Reports a year later claimed that explosives were used to break up both wrecks, the grave of 840 sailors. But the Malaysian government has done little to stop the destruction, despite the site being well within the country’s economic exclusion zone (EEZ).
The UK’s Protection of Military Remains Act makes it an offense to disturb a protected site or to disturb or remove anything from the site. Divers are allowed to visit but the rule is no touching and no penetrating.
However, there is no international law prohibiting the practice, and outside the United Kingdom the sanctions can in practice only be enforced against British citizens, British-flagged ships or ships landing in Great Britain.
HMAS Perth in the Battle of Sunda Strait. Image: AWM
Sunk by enemy gunfire and torpedoes on March 1, 1942, the Perth and the 9,000-ton Houston fell victim to the Japanese invasion force that had completed the conquest of Southeast Asia and was then occupying the Dutch East Indies.
Sailor Frank McGovern, who died last week at the age of 103, was the last survivor of the Perth. But that was just the beginning of his wartime ordeal, which Australian Prime Minister Anthony Albanese described as “great” and McGovern as “an extraordinary Australian”.
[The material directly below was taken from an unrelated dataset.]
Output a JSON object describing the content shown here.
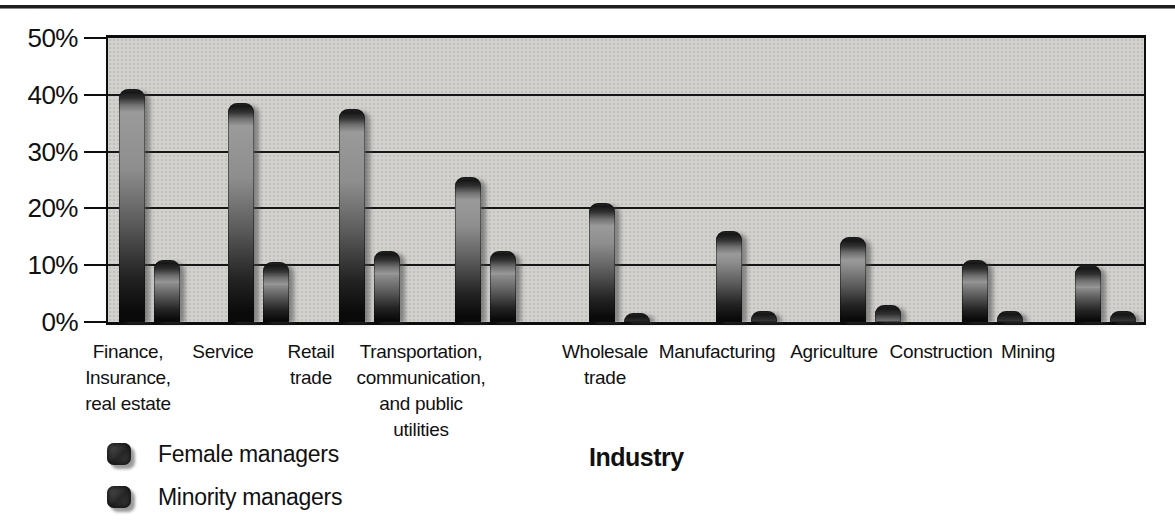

In the years following the sinking of the Perth, he endured two years on the infamous Burma Railway, then aboard a Japanese ship that was torpedoed by an American submarine in the Philippine Sea, while taking 1,000 prisoners of war to slave factories in Japan transported.
More than 540 Australians died, but McGovern and 30 other prisoners escaped and spent three days in a lifeboat before being picked up by another Japanese ship, which took them to Japan.
There McGovern was put to work in a factory, where his spine was broken in the second of two US air raids in which incendiary bombs destroyed large parts of Tokyo.
Forced to work or summarily executed, the fate that awaited the incapacitated after their blood was drained, he managed to survive until the Japanese surrendered on September 2, 1945.
McGovern was one of the first Australians to be repatriated home, but it took years for him to adjust, faced with many sad memories – including the death of his older brother aboard the ill-fated Perth.
The general location of the Perth and the Houston, which lost 700 crew in the sinking and subsequent Japanese internment, has long been known and is four kilometers apart close to the mouth of the strait separating Java and Sumatra.
Retired Australian Navy diver Clive Carlin and compatriot Jack Hammett spent many weekends searching for the two wrecks in 35m deep water, but say they only discovered their exact location in 1999 by a local fisherman using his own GPS.
“To me, the Perth is a memorial to the men who sailed in her, in defense of Australia and the Australian way of life,” said Carlin, a longtime Indonesian resident who helped lay a flag on the wreck during an underwater ceremony . on the 60th anniversary of the one-sided battle.
The shipwreck of HMAS Perth (I) lies in the waters between Java and Sumatra, a casualty of the 1942 Battle of the Sunda Strait. A joint research project between the museum and Pusat Penelitian Arkeologi Nasional (Indonesia) has documented the devastation that has caused by extensive illegal rescuing. Image: James Hunter, ANMM/Pusat Penelitian Arkeologi Nasional.
For the Australians, the issue of protecting the wrecks has resurfaced since the discovery of the Montevideo Maru, a converted passenger/cargo liner sunk off the northwestern Philippines by the US submarine Sturgeon in July 1942.
Nearly 1,000 Japanese-bound Australian POWs captured during fighting around the lightly defended Rabaul on the northern tip of New Britain in Papua New Guinea perished in what remains Australia’s worst maritime disaster.
The wreck is located about 100 kilometers west of Cape Bodjeodor in Luzon on a direct line to its planned destination on China’s Hainan Island. But at a depth of 4,000 meters — the same as the ill-fated Titanic in the North Atlantic — that’s unlikely to catch the attention of looters.